A modern museum telling the stories of Tallinn’s oldest residential district
Text Susanna Poikela Photos Kalamaja Museum
In addition to the main exhibition and changing exhibitions, workshops and events for the whole family are held on the museum premises.
The Kalamaja area is located in northern Tallinn. The southern side of Kalanmaja extends to the Old Town Snellli Park, or Toompark. To the north, the area ends at the elegantly restored Noblessner Harbor.
Today, Kalamaja, which is full of artists, creative companies, restaurants, bars and cafés, is one of Tallinn’s most interesting urban areas, which is worth spending at least one full day exploring.
Exploring the area can be started at the Kalamaja Museum on Kotzebue Street, which opened in September last year in a funk-style house built in 1934.
“In the past decades, the building has housed the Kalinin Museum, the Art and Applied Arts Gallery, the Puppet Museum and Tallinn Children’s Museum. Eventually, the current Kalamaja Museum was opened in the renovated premises, which tells the history of the area and at the same time represents all the old wooden house areas in Tallinn,” says curator Tuuli Silber, who has compiled the museum’s collections.
The museum holds a lot of documented history, yet is compact in size and imaginatively decorated. This makes the museum homely and typical of the Kalamaja area.
“Private individuals have donated a wealth of artefacts and other materials for use in the museum. Donations are really important because the generation born in the 1930s, for example, will soon disappear, and all the old stories about Kalamaja will disappear with them,” Silber explains.
The permanent exhibition, “A village in the middle of the city. Stories about Kalamaja ” tells about the life of the residential area through six typical residents of Kalamaja. They are a woman, a man, a child, an ancestor, an artist of life and an animal living in Kalamaja.
These imaginary figures from the area live in different time periods, from the Middle Ages to the present day. “They appeared in the stories of so many residents in the area that they had to be utilized in the main exhibition as well,” Silber added.
The museum also reveals the original and exciting stories of the area’s residential buildings. Changing exhibitions are held regularly around the Kalamaja area and are free.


What you are asked to do: Across the listing below, how many lines contain the string "this"? Only the number is needed.

Supplied material:
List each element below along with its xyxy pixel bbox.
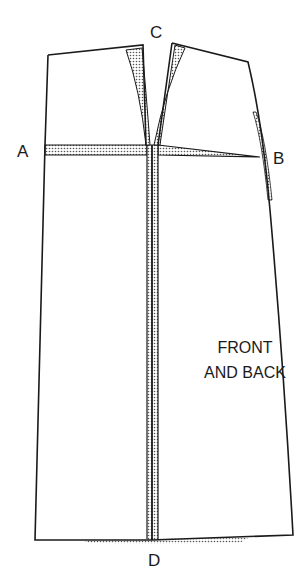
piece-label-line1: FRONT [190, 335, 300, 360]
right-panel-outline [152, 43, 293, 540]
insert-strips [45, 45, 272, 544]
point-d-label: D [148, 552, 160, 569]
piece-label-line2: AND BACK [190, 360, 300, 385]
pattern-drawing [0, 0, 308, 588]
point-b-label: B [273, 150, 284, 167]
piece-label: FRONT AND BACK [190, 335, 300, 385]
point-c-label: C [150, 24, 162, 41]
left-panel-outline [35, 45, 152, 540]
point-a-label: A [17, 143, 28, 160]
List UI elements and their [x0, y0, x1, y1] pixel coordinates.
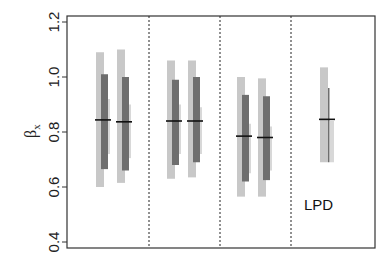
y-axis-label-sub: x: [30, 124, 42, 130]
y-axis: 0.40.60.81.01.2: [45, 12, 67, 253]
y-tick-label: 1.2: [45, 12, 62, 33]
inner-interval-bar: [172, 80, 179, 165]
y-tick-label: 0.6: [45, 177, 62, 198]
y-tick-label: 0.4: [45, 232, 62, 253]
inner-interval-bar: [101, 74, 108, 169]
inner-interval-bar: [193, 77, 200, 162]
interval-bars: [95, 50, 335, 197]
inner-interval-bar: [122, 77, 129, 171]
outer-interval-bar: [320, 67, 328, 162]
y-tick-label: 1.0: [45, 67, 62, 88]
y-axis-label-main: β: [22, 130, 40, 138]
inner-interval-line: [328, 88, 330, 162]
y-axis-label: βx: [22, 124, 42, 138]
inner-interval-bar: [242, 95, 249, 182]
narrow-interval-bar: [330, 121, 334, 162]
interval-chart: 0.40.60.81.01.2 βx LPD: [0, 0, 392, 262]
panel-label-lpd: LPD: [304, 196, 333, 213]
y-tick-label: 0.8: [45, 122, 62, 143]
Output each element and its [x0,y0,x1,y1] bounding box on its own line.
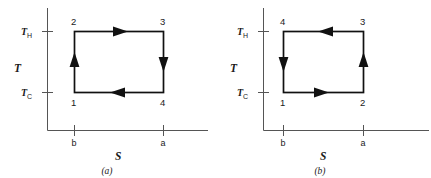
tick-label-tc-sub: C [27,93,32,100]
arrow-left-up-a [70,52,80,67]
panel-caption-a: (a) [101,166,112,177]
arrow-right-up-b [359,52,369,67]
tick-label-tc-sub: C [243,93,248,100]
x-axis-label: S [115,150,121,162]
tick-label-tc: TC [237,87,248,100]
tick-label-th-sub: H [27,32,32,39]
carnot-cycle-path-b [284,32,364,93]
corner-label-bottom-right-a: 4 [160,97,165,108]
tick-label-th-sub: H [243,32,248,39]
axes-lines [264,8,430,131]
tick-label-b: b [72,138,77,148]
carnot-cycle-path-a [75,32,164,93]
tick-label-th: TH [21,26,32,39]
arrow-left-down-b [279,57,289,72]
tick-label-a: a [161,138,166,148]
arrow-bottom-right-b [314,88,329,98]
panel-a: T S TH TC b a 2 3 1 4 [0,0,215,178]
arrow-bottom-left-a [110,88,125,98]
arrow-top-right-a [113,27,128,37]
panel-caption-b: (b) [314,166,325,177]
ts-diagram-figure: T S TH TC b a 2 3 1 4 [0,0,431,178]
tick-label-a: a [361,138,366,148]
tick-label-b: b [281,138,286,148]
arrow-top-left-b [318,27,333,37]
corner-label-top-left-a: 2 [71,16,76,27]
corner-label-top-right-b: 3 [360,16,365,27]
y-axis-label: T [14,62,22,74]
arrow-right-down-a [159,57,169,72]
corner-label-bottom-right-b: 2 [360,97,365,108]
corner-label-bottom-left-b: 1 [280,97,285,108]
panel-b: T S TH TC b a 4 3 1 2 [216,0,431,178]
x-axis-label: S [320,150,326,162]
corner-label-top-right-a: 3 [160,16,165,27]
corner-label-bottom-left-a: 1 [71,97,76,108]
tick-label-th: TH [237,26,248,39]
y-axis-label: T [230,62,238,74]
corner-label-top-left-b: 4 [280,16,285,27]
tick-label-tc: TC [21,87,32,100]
---
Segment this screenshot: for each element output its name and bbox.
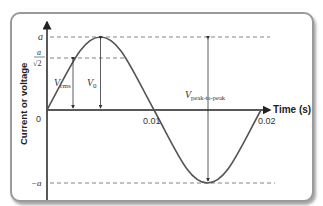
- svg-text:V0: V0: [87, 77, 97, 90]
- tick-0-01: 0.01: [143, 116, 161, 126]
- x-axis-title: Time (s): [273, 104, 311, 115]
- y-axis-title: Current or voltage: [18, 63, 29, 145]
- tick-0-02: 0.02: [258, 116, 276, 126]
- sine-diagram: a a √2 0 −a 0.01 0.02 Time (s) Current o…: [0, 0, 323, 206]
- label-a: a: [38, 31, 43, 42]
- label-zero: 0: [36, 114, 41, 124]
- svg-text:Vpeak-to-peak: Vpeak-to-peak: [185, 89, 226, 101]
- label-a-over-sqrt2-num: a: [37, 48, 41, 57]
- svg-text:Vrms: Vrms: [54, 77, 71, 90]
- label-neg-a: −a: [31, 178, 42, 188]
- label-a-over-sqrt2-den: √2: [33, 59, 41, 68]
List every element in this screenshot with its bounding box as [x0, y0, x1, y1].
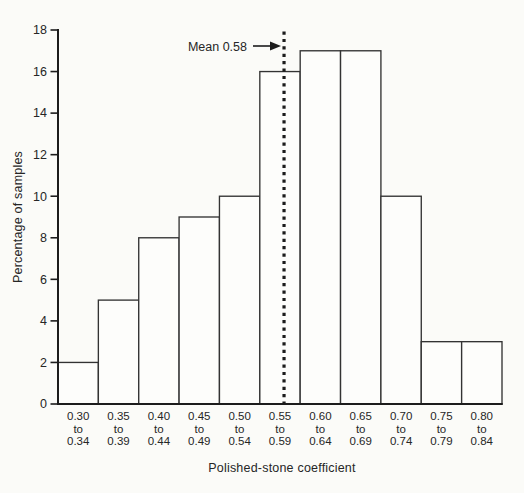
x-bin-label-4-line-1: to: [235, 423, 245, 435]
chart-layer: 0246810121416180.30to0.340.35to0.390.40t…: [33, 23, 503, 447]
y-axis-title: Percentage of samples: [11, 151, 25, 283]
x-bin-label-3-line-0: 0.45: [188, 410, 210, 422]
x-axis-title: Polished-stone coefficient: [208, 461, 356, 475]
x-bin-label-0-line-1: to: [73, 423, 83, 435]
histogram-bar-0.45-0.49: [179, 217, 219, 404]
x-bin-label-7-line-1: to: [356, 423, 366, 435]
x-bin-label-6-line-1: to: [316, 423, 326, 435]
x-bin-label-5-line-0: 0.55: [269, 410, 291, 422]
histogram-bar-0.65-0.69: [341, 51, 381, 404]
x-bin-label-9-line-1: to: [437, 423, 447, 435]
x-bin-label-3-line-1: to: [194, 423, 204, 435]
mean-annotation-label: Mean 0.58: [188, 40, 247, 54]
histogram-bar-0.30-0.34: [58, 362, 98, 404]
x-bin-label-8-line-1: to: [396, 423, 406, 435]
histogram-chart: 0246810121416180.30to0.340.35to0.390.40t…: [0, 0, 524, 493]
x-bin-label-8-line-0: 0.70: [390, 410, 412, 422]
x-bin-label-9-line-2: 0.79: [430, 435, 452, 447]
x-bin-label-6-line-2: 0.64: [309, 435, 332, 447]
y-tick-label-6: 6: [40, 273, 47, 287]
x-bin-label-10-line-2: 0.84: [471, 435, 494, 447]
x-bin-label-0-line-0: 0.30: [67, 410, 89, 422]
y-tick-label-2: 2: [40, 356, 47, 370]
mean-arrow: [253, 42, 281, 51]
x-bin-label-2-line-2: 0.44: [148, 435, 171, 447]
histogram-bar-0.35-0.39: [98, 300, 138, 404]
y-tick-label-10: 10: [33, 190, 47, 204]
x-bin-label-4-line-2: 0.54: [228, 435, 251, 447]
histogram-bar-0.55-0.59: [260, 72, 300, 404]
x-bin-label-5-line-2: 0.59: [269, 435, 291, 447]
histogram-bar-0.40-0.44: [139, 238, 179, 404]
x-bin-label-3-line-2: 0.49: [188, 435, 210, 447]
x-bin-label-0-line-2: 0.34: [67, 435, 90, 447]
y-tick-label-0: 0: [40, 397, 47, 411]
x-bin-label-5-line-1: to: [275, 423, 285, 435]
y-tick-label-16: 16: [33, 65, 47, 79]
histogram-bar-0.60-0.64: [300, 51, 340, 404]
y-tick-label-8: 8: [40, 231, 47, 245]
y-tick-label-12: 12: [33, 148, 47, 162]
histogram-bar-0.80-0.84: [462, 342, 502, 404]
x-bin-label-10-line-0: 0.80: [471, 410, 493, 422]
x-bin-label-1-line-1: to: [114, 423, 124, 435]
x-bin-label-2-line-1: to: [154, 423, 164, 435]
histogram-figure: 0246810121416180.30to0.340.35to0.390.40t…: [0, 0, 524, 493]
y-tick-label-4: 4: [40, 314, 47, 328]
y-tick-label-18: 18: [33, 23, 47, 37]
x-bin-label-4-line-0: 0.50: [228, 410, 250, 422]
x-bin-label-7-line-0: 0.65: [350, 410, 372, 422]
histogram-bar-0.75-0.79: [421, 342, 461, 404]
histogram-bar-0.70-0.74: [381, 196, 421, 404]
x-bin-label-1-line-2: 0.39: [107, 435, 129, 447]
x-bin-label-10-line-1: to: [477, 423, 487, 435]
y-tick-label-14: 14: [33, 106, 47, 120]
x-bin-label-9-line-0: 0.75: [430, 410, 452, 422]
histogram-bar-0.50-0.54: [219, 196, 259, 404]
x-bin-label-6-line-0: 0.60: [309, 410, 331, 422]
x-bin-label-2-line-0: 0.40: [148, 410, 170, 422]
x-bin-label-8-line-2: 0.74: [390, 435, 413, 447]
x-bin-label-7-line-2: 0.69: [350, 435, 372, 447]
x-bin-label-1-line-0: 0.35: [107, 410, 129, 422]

Written reply: 2